Budget Resolutions Debate
Full Debate: Read Full DebateJulian Knight
Main Page: Julian Knight (Independent - Solihull)Department Debates - View all Julian Knight's debates with the Department for Business and Trade
(8 months, 2 weeks ago)
Commons ChamberI am conscious of time, Madam Deputy Speaker, so I will not be giving way in this short speech. As someone who passionately believes in a free market and a small state, I find the national debt figures in this Budget truly appalling. Let us be clear: we have gone from a position where our national debt figure was 37% just prior to the financial crisis to one where it is close to 100% today. That is a two and a half times increase, most of which has come on a Conservative majority Government’s watch—of all things! There have been tribulations, but there have also been huge missteps since 2010. That means that we have seen an increase in national debt equivalent to that of the first two years of the second world war, when we were fighting for our very lives against the Nazis; no one can say that anything in this period remotely approaches that. In the 1960s and 1970s, Governments of the day had an excuse: they were still recovering from the economic dislocation of the second world war. We have no excuse for this appalling financial mismanagement, apart from our indolence and lack of political will.
What has gone wrong? I would set a lot of the blame at the door of George Osborne and the public school, dyed-in-the-wool establishment clique who run the modern-day Conservative party. In 2010 and 2015, we had huge opportunities to reset the relationship between the state, the individual and businesses, which are the only means of growing the tax base in this economy. So-called “austerity” was nothing more than a reduced increase in government expenditure. Government should have been made slimmer and fitter, and supply-side economics should have been the core of everything we did. Instead, we had George Osborne talking about parking the tanks on Labour's lawn—if we look at the Ipsos polling, we must ask: how has that worked out?
The second reason we are in the state we are in is that we have failed to grasp the opportunities of Brexit. It should have been an opportunity to deregulate en masse, to make our economy fitter and stronger and to out-compete the Europeans. Instead, our very first move post-Brexit was to impose VAT on tourists, which has been devastatingly counterproductive. It is just an example of the way in which we have failed on Brexit. We have lost and we have shown absolutely no will to grasp those opportunities. If we are going to support Brexit, we have to do it properly. That is the only way to have done it, if we believed in it; we have failed in our will.
As a nation, as the borrowing figures show—this is in addition to the fiscal and monetary policy—we are addicted to debt and printing money in order to not face the hard choices, which could be golden opportunities. As a result, this country’s finances are more vulnerable than they have ever been. We are no longer part of the European financial ecosystem—we are alone. All we are doing is borrowing more and paying ourselves more, for producing less. Unless the supply side is properly tackled by a bold Government, I can see this nation being back at the door of the International Monetary Fund, just like it was in 1976. Saying that we are not as bad as the Italians is a joke. This Budget was supposed to be, “Do or die”, but from looking at the documents and the wider polling, we see that it is more, “Not do and then, unfortunately, we die”. The crying shame is that at least Blair had to work for his landslide.
Finally, I reflect on my last words in this place before I chose to recuse myself voluntarily. They were:
“frankly…I have had enough.”—[Official Report, 5 December 2022; Vol. 724, c. 57.]
I have been speaking to the British people on the doorsteps and talking to my constituents, and I am sorry to say that that is precisely the verdict that will be delivered on the Government in the very near future.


Problem: Once the line containing "Describe the element at coordinates (573, 249)" is found, return it and every line that follows, up to and including the final line of the material, exactly as written.

Data excerpts:

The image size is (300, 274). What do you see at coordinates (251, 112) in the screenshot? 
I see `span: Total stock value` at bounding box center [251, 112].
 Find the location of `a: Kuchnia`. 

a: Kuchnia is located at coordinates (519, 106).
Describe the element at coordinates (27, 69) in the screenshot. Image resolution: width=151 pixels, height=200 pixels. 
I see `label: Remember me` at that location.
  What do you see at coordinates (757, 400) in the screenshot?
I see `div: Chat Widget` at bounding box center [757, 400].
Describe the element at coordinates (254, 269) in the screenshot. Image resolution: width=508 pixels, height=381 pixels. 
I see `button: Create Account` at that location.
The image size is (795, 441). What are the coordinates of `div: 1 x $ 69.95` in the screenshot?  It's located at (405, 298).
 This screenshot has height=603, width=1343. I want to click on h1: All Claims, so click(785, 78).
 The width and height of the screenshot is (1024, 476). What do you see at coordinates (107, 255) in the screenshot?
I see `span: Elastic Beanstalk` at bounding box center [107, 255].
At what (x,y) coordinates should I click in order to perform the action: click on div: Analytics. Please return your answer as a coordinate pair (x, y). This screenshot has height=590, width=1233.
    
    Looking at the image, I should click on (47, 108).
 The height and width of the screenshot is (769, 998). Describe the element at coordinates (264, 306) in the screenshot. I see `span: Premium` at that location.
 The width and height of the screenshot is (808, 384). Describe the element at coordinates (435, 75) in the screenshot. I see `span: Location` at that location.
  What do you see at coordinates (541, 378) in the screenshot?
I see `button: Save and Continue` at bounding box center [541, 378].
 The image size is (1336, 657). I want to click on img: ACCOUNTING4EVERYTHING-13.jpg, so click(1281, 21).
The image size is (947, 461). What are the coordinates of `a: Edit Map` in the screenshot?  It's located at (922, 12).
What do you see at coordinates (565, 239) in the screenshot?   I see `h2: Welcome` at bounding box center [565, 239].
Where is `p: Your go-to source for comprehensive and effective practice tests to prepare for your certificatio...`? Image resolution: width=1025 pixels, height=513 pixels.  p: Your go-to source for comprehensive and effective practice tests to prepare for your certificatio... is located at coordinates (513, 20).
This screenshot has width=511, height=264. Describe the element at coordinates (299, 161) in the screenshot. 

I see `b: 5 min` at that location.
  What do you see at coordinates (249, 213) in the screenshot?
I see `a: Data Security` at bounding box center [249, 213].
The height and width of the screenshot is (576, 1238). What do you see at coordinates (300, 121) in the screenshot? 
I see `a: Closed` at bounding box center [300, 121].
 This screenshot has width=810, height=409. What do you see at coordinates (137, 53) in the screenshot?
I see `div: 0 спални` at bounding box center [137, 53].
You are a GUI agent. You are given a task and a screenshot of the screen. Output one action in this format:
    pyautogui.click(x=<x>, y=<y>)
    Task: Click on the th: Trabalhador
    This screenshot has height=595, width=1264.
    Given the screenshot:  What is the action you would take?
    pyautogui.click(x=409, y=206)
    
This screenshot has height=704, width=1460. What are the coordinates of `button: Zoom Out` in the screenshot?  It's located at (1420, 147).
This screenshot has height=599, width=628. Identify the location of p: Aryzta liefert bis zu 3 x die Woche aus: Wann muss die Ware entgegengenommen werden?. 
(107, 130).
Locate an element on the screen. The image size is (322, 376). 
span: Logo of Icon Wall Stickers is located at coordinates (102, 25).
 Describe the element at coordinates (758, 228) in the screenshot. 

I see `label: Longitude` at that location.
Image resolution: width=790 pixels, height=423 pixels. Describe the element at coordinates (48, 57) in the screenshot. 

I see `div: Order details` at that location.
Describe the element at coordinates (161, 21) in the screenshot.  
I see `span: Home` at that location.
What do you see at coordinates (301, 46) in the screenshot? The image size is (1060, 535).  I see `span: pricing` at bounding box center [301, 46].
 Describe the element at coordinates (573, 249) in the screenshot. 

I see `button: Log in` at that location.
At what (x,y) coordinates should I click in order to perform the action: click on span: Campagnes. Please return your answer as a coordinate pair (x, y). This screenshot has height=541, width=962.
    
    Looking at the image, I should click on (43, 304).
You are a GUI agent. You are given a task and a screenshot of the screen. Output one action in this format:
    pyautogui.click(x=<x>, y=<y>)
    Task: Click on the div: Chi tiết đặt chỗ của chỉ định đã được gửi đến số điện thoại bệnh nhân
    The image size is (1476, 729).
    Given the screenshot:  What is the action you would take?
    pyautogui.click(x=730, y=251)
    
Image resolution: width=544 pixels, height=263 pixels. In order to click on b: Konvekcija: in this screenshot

Finished task:
 Describe the element at coordinates (573, 249) in the screenshot. 

I see `button: Log in` at that location.
At what (x,y) coordinates should I click in order to perform the action: click on span: Campagnes. Please return your answer as a coordinate pair (x, y). This screenshot has height=541, width=962.
    
    Looking at the image, I should click on (43, 304).
You are a GUI agent. You are given a task and a screenshot of the screen. Output one action in this format:
    pyautogui.click(x=<x>, y=<y>)
    Task: Click on the div: Chi tiết đặt chỗ của chỉ định đã được gửi đến số điện thoại bệnh nhân
    The image size is (1476, 729).
    Given the screenshot:  What is the action you would take?
    pyautogui.click(x=730, y=251)
    
Image resolution: width=544 pixels, height=263 pixels. In order to click on b: Konvekcija: in this screenshot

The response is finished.